"If you can be free about a quarter to five this afternoon," said Corrio, "I'd like you to come along with me."
Simon Templar walked west along Fifty-second Street. He felt at peace with the world. At such times as this he was capable of glowing with a vast and luxurious contentment, the same deep and satisfying tranquillity that might follow a perfect meal eaten in hunger or the drinking of a cool drink at the end of a hot day. As usually happened with him, this mood had made its mark on his clothes. He had dressed himself with some care for the occasion in one of the most elegant suits and brightly colored shirts from his extensive wardrobe, and he was a very beautiful and resplendent sight as he sauntered along the sidewalk with the brim of his hat tilted piratically over his eyes, looking like some swashbuckling medieval brigand who had been miraculously transported into the twentieth century and put into modern dress without losing the swagger of a less inhibited age. In one hand he carried a brown paper parcel.
Fernack's huge fist closed on his arm near the corner of Seventh Avenue, and the Saint looked around and recognized him with a delighted and completely innocent smile.
"Why, hullo there," he murmured. "The very man I've been looking for." He discovered Corrio coming up out of the background and smiled again. "Hi, Gladys," he said politely.
Corrio seized his other arm and worked him swiftly and scientifically into a doorway. Corrio kept one hand in his side pocket, and whatever he had in his pocket prodded against the Saint's stomach and kept him pinned in a corner. There was a gleam of excitement in his dark eyes. "I guess my hunch was right again," he said to Fernack.
Fernack kept his grip of the Saint's arm. His frosted grey eyes glared at the Saint angrily, but not with the sort of anger that most people would have expected.
"You damn fool," he said rather damn-foolishly. "What did you have to do it for? I told you when you came over that you couldn't get away with that stuff any more."
"What stuff?" asked the Saint innocently.
Corrio had grabbed the parcel out of his hand and he was tearing it open with impatient haste.
"I guess this is what we're looking for," he said.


__PROMPT__: Looking through the records that follow, determine how many lines contain "valve" and reply with that number alone.

__THE DATA__:

══════

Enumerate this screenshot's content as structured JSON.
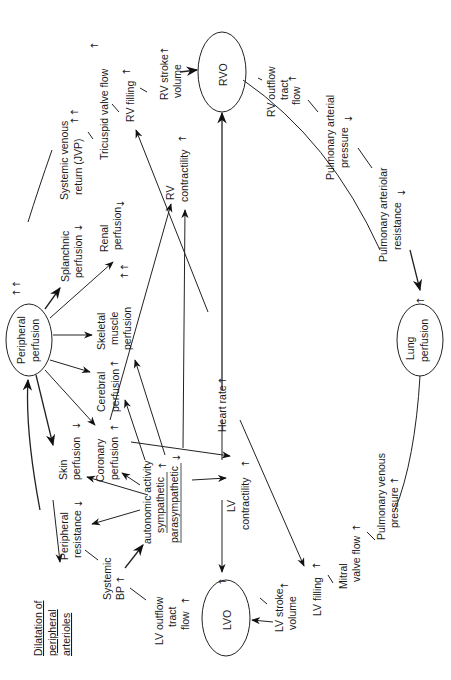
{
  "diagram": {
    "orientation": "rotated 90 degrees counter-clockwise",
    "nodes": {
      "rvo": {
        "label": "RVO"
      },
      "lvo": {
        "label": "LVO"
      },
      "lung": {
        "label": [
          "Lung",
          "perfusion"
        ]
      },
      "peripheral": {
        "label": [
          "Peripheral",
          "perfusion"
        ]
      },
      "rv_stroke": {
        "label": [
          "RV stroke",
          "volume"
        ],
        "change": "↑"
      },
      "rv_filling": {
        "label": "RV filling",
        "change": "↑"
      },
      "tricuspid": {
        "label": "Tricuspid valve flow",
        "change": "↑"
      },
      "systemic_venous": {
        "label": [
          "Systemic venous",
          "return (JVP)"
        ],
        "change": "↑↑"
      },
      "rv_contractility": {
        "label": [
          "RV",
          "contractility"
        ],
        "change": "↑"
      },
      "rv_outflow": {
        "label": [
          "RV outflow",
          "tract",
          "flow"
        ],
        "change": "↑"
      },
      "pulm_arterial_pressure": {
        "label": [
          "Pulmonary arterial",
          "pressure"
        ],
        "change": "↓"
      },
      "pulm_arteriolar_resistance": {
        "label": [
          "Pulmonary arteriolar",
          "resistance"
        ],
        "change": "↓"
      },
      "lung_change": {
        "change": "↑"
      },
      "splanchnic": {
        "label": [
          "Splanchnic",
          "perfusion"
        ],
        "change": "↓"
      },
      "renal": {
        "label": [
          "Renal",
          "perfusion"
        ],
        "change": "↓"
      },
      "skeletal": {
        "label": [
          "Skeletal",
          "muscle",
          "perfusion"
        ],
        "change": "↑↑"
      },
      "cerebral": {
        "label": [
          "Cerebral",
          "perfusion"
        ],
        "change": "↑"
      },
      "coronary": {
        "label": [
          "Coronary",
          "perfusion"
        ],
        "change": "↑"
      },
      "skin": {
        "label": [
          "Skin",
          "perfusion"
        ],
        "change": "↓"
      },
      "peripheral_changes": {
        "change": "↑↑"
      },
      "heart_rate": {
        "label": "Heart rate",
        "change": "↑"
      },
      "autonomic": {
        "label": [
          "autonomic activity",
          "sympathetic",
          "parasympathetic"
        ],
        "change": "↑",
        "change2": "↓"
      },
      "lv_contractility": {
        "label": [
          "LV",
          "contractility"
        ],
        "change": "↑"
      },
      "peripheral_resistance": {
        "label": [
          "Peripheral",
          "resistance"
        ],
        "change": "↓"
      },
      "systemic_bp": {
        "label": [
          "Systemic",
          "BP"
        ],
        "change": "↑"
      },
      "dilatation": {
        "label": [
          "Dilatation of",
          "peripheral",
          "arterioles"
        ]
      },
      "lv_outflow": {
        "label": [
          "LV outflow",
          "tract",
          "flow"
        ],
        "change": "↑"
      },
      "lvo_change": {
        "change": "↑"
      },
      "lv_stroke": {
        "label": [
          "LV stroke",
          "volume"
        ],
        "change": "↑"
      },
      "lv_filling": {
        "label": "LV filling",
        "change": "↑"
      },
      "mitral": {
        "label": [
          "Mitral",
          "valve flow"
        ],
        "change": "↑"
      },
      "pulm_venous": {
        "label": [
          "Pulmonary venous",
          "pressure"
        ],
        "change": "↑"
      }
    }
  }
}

══════

__ANSWER TO THIS PROBLEM__: 2